Friday, February 1, 2008

THE MASTER'S PUPILS

Hungarian photographer Andre Kertesz discovered the magic of the small hand-held camera sometime after World War One. Slightly younger than Kertesz and no less energetic about this new approach to making pictures was Frenchman Henri Cartier-Bresson, who put aside his paints and brushes during the early 1930's and by the 1950's had changed how future generations of photojournalists viewed the world through their lenses.
Before Kertesz and Cartier-Bresson, print photographers shot their assignments on bulky large format view cameras. While these cameras produced a high quality negative for the print engravers to work from, these cumbersome machines often made it difficult for photographers to capture meaningful situations.
During the mid-nineteen twenties the 35mm Leica camera was introduced to the mass market. In Europe these smaller hanb-held machines were quickly adopted by press photographers who shot for the picture-oriented news magazines that were emerging during this same period. At the same time faster, more light sensitive films now allowed these photographers to begin shooting pictures in natural light situations that had once demanded artificial light sources to make photography possible. For the first time photography was able, on a regular basis, to capture candid segments of time from real situations rather than stilted looking posed photographs set-up by the photographer.
Both Kertesz and Cartier-Bresson worked during this period, independent of each other, and yet moving in the same visual direction. Both adopted the small cameras ability to be unobtrusive witness to the events they were tasked to record. Both men, however, took the new emerging technology a step further, re-defining the photographer's role as passive observer through their unique styles of composition through decisive framing and shooting. In the 1950's Cartier-Bresson gave this poetic visual point of view a name of it's own, "The Decisive Moment".
Both Kertesz and Cartier-Bresson created photographic images that celebrated a special kind of visual balance which they saw through their view-finders and chose to record on film. Both chose to capture their own worlds of visual order in the day-to-day chaos they were sent to report on. Both had taken the profession of photographer a giant step beyond the popular notion that people who made photographs for a living were merely "operators" of those devices who used the camera to capture what was in front of the lens without any regard to the organization of those elements framed in the view-finder. They were the first to question the cameras supposed objective view of reality; that the camera could not lie, and that any photograph was a truthful rendering of the thing in the photograph
Indeed.
Kertesz and Cartier-Bresson worked in Paris during the 1920's and 30's. Both men came to America, Kertesz prior to World War Two and Cartier-Bresson afterwards. Kertesz's career dipped into relative obscurity until the late 1960's while Cartier-Bresson enjoyed both artistic and journalistic success even after he put down his cameras and returned to his paints and canvas during the 1980's. A slightly bitter Kertesz finally received the recognition he deserved during the 1970's and 80's He had been invited to America based on his work in Paris during the 1930's. Unfortunately American publications were not ready for his kind of photographic vision and he spent 20 years trapped into doing commercial photography styled to the visions of others. Once Kertesz's work was criticized by a New York editor who told him his pictures said too much and needed to be simpler.
Indeed again.
Today's photojournalism consists mainly of followers of the W. Eugene Smith school of photography. Young newspaper photographers tend to follow in those giant footsteps. Smith was a committed journalist who believed in the absolute truth of the photographic image and the social problems it could expose and hopefully help to overcome. There is a smaller group of photographers at work today, mostly for magazines in America and newspapers and magazines in Europe, who question the basic truthfulness of the photographic process. Sean Callahan, former photo editor for The New York Times and American Photographer magazine, labeled the photos produced by this group the New Photojournalism. Callahan felt the work produced by these people had more in common with art photography than mainstream newspaper photography. Indeed, they had more in common with the work of Kertesz and Cartier-Bresson.
These New Photojournalists had much in common with a group of young writers author Tom Wolfe had dubbed the New Journalists. Grounded in the school of news reporting these writers also utilized certain literary techniques that gave their reports a totally different voice than traditional news writing.
For the New Photojournalists assuming the visual voice of a more literary kind of photography meant admitting that these photographs did not represent a completely unbiased point of view. Like the New Journalism the resulting photographs of the New Photojournalists often revealed the presence of the person making those photographs. These pictures were often more immediate and subjective than traditional photojournalism.
The work of Kertesz and Cartier-Bresson also reflected their presence through the intimacy of the moments recorded and the way in which they were recorded.The notion that a photograph was only the result of a chemical-mechnical process "operated" by a photo-technican had finally been laid to rest.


*ACTIVITY*. Search the lines of the records for the word "from", and copy every line that has it.

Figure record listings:
+++

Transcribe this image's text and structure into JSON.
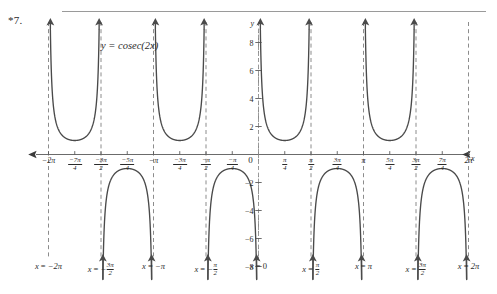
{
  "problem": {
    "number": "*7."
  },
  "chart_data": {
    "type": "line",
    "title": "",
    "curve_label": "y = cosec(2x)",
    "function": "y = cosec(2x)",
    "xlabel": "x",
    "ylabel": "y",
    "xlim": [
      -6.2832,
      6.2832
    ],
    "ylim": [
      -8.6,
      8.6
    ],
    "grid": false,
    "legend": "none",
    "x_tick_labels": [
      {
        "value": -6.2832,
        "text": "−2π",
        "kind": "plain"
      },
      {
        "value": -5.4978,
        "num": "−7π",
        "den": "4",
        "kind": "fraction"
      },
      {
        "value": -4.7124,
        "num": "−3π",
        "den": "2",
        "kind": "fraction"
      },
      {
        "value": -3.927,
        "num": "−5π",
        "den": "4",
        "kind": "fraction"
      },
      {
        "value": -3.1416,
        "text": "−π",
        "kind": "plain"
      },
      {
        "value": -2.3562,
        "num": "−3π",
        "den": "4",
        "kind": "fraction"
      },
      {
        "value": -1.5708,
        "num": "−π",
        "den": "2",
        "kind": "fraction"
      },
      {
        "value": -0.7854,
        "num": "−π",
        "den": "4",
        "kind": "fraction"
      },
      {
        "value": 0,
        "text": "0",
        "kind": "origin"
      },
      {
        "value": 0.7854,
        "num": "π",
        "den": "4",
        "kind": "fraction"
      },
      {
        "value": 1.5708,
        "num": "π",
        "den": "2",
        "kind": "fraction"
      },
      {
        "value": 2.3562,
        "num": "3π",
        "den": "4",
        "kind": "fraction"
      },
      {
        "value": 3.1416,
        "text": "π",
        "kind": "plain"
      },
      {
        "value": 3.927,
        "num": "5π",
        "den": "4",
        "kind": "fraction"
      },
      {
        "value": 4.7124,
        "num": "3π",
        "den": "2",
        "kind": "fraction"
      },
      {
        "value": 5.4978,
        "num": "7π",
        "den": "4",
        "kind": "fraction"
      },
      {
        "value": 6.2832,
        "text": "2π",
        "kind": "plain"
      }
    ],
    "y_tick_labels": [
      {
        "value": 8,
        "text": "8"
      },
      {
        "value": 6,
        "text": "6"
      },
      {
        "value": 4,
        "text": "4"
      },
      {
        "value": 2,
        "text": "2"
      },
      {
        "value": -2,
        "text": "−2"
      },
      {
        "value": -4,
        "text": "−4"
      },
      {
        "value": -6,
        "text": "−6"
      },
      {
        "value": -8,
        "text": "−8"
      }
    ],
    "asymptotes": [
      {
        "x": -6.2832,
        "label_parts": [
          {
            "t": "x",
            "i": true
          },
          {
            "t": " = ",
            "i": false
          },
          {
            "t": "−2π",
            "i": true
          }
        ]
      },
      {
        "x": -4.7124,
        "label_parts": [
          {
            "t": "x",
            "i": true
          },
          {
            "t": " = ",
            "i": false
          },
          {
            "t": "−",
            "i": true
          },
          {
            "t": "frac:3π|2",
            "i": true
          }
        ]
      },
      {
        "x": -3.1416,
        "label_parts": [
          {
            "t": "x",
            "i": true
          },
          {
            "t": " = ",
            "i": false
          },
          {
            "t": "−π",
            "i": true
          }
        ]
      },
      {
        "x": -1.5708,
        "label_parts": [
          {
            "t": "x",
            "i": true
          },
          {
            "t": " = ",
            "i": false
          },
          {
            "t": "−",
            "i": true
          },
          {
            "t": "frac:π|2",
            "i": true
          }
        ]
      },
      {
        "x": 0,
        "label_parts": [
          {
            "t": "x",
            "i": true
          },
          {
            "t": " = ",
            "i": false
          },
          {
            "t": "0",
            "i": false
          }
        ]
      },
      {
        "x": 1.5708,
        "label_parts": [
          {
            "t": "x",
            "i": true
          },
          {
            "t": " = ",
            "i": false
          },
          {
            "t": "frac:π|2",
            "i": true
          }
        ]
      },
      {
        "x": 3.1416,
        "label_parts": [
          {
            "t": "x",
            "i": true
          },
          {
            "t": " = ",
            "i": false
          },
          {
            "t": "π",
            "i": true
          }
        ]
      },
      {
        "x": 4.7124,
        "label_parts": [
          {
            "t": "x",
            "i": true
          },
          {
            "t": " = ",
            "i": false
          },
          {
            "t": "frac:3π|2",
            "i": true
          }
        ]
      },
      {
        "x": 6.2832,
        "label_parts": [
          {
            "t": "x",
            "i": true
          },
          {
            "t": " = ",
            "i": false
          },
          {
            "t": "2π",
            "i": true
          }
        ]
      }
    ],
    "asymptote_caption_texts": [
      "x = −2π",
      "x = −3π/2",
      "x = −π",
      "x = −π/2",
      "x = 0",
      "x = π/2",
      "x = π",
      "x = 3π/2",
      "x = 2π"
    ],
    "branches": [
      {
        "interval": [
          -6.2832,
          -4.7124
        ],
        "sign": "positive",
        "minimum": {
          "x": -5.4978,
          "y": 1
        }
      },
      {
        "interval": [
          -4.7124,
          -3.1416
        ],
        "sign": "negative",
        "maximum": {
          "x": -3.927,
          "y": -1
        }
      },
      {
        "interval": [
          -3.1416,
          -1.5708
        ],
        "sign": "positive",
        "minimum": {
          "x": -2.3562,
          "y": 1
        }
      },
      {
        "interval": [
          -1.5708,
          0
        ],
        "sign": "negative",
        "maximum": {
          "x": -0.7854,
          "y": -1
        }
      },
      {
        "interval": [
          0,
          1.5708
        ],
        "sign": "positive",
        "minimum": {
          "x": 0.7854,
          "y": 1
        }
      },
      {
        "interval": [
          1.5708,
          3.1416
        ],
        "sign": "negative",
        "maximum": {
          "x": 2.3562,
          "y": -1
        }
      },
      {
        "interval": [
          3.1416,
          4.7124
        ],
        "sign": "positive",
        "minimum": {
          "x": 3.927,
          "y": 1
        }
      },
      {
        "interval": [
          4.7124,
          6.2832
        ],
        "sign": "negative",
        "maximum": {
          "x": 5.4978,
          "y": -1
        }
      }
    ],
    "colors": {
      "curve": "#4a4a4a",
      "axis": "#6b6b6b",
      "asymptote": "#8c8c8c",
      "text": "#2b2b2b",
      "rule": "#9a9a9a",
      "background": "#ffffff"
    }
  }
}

+++

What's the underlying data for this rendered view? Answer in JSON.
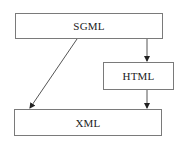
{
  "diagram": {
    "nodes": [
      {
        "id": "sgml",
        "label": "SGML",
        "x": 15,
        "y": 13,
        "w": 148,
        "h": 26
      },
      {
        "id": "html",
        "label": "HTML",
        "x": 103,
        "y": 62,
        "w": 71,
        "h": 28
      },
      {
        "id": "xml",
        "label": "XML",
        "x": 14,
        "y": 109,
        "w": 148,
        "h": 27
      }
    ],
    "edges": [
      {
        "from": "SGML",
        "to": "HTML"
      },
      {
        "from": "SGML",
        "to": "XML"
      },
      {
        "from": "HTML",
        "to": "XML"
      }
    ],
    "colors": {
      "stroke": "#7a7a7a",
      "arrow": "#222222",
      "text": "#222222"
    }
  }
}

+++

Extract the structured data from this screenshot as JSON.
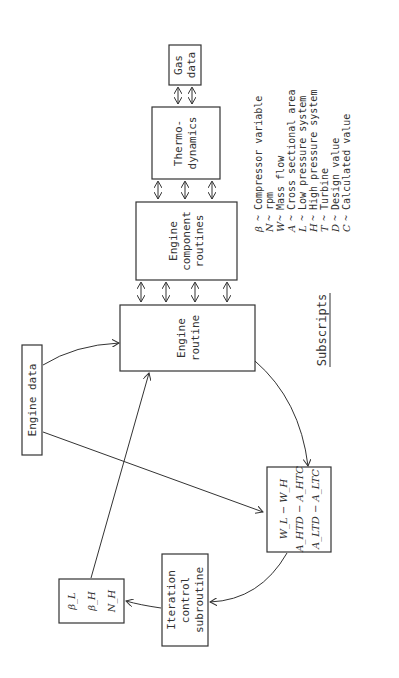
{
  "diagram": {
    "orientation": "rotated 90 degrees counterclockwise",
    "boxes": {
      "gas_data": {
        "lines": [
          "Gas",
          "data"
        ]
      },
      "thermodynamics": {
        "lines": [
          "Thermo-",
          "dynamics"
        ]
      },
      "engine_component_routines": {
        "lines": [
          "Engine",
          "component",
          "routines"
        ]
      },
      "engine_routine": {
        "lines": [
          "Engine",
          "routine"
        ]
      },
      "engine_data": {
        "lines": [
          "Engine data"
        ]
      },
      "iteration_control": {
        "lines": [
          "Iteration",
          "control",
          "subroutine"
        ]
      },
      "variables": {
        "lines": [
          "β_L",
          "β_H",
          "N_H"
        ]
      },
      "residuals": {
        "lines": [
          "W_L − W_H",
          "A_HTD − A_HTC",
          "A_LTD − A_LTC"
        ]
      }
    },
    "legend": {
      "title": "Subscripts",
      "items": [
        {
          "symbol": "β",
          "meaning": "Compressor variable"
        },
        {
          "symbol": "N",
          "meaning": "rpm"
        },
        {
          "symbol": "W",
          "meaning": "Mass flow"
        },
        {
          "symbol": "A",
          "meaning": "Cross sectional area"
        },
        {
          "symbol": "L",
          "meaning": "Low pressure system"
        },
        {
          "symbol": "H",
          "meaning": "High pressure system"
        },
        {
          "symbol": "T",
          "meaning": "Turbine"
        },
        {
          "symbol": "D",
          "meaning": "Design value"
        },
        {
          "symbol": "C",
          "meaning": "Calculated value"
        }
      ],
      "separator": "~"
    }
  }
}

+++

*TASK ANSWER*.
        "from": "SGML",
        "from": "SGML",
        "from": "HTML",
Extract the structured data from this screenshot as JSON.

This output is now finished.